All major book retailers have backed the latest R&J book club with money-off promotions. Waterstone’s and Borders have placed all titles into three-for-two campaigns, with W H Smith offering the titles as part of its “buy one, get one half-price” offer.
Amazon.co.uk meanwhile, is currently selling all book club titles at less than 50% of their recommended retail price. Amanda Ross, m.d. of Cactus TV and creator of the R&J book clubs, told The Bookseller that “stickers and posters—a cohesive campaign is what is important”. David Cooke, category manager at Tesco said: “It is off to a good start in Tesco. I’m pleased with sales and market share to date and the prospect of more to come as the campaign continues.”

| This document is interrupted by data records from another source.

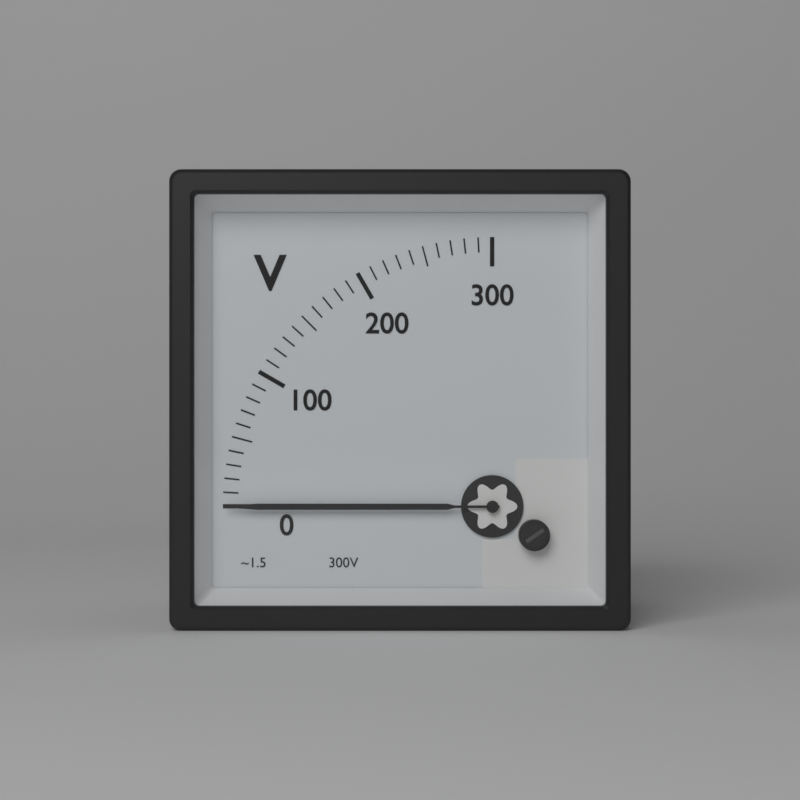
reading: 0 V
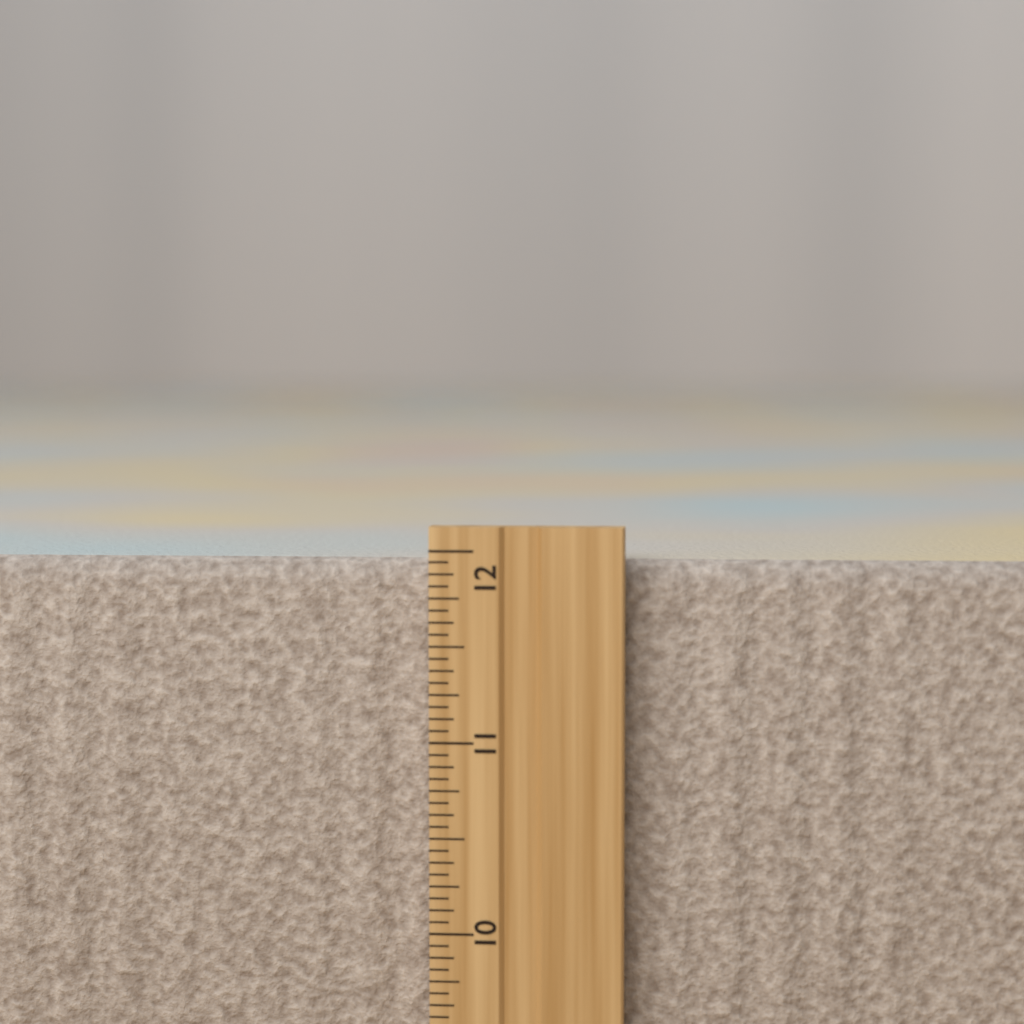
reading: 11.9375 inch
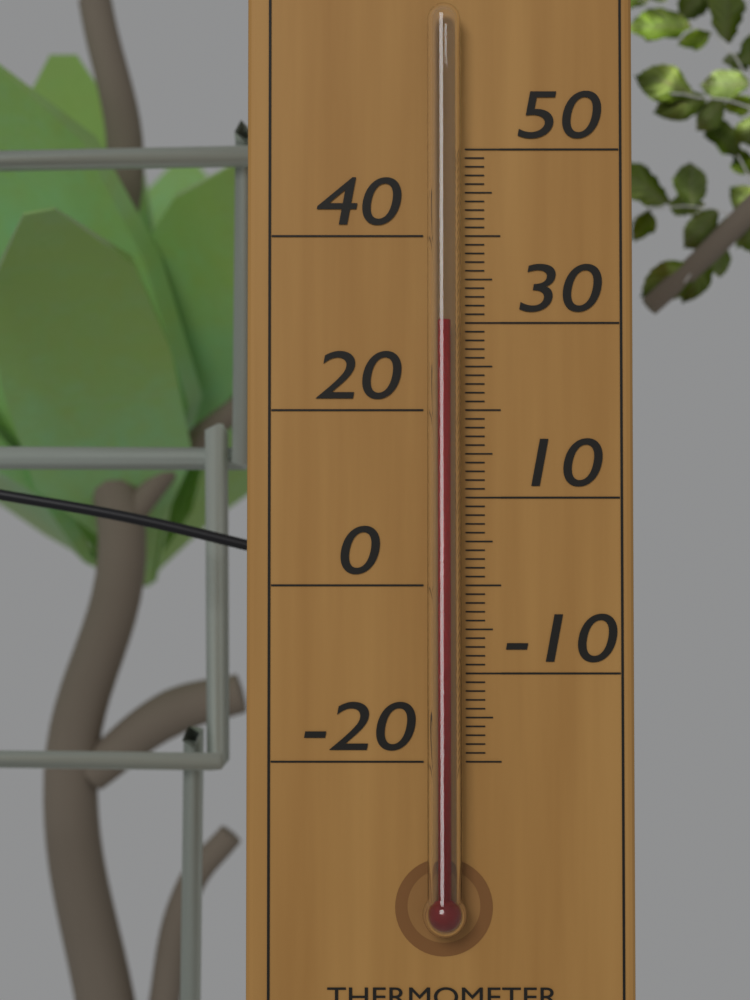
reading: 30 °C
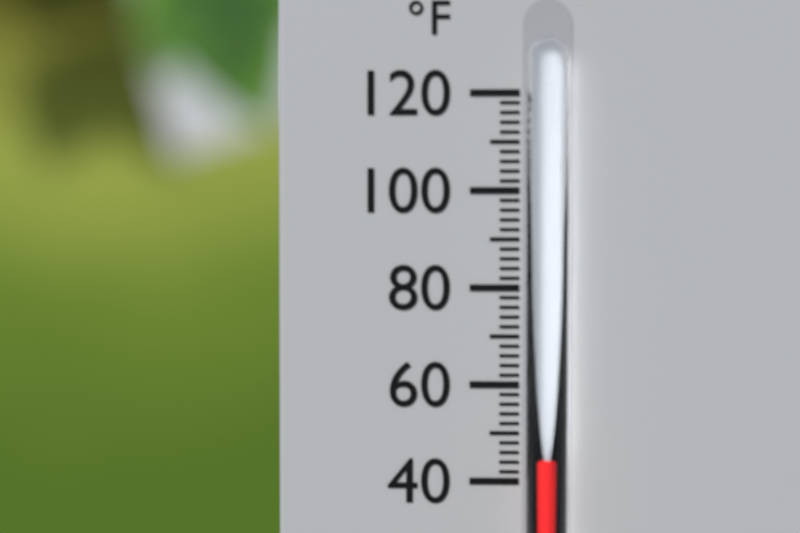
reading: 46 °F
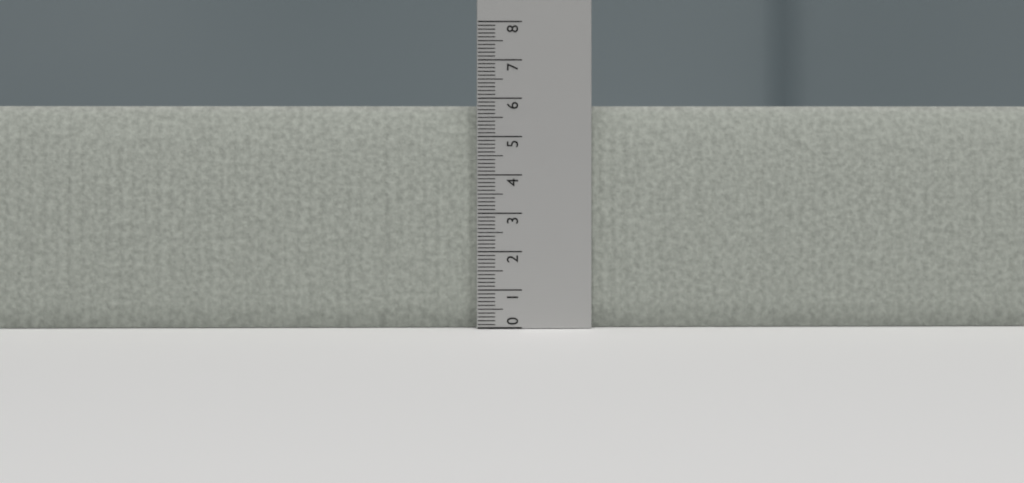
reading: 5.8 (no unit)
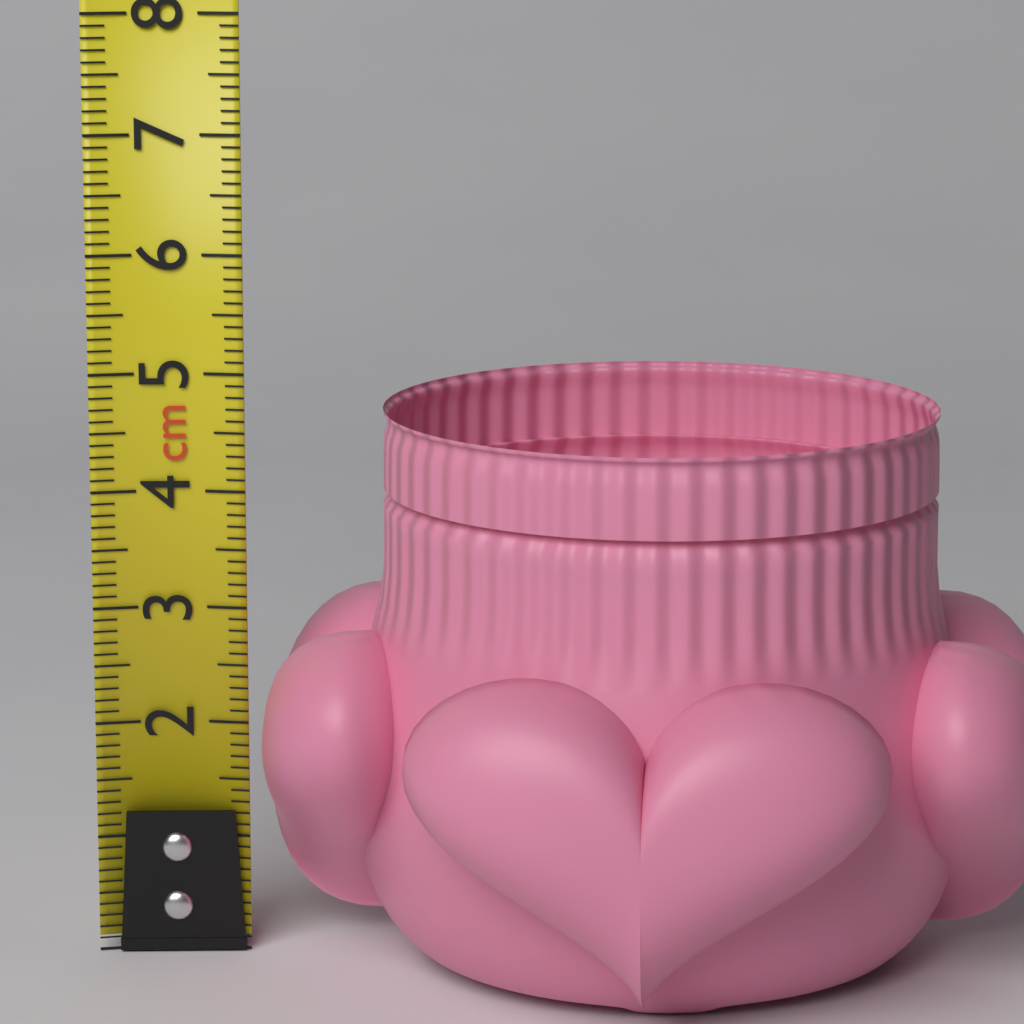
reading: 4.7 cm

The average sale across all editions of the 10 titles in this year’s book club totalled 7,933 copies last week. Although this figure is down on the 11,000-plus figures posted by the last two book clubs in their début week, it is a higher figure than the first week of the book clubs of 2006 (6,699 average), 2005 (7,768) and the inaugural book club in 2004 (2,113).
Kate Atkinson’s When Will There Be Good News? (Black Swan) sold more than 20,000 copies through the Total Consumer Market last week, with Kate Summerscale’s The Suspicions of Mr Whicher (Bloomsbury) and Jesse Kellerman’s The Brutal Art (Sphere) both selling more than 10,000 copies. Kellerman’s début novel was the first to go under the R&J spotlight last week.
According to UK TV audience measurement service, BARB, Richard and Judy’s tea-time talk show was being watched by about 1.8 million viewers this time last year, significantly larger than the 40,000 currently watching their “New Position” show at the new time of 6 p.m. on digital TV channel Watch.
Although R&J’s viewing figures may be down some 98% on last year, sales of the book club titles remain strong.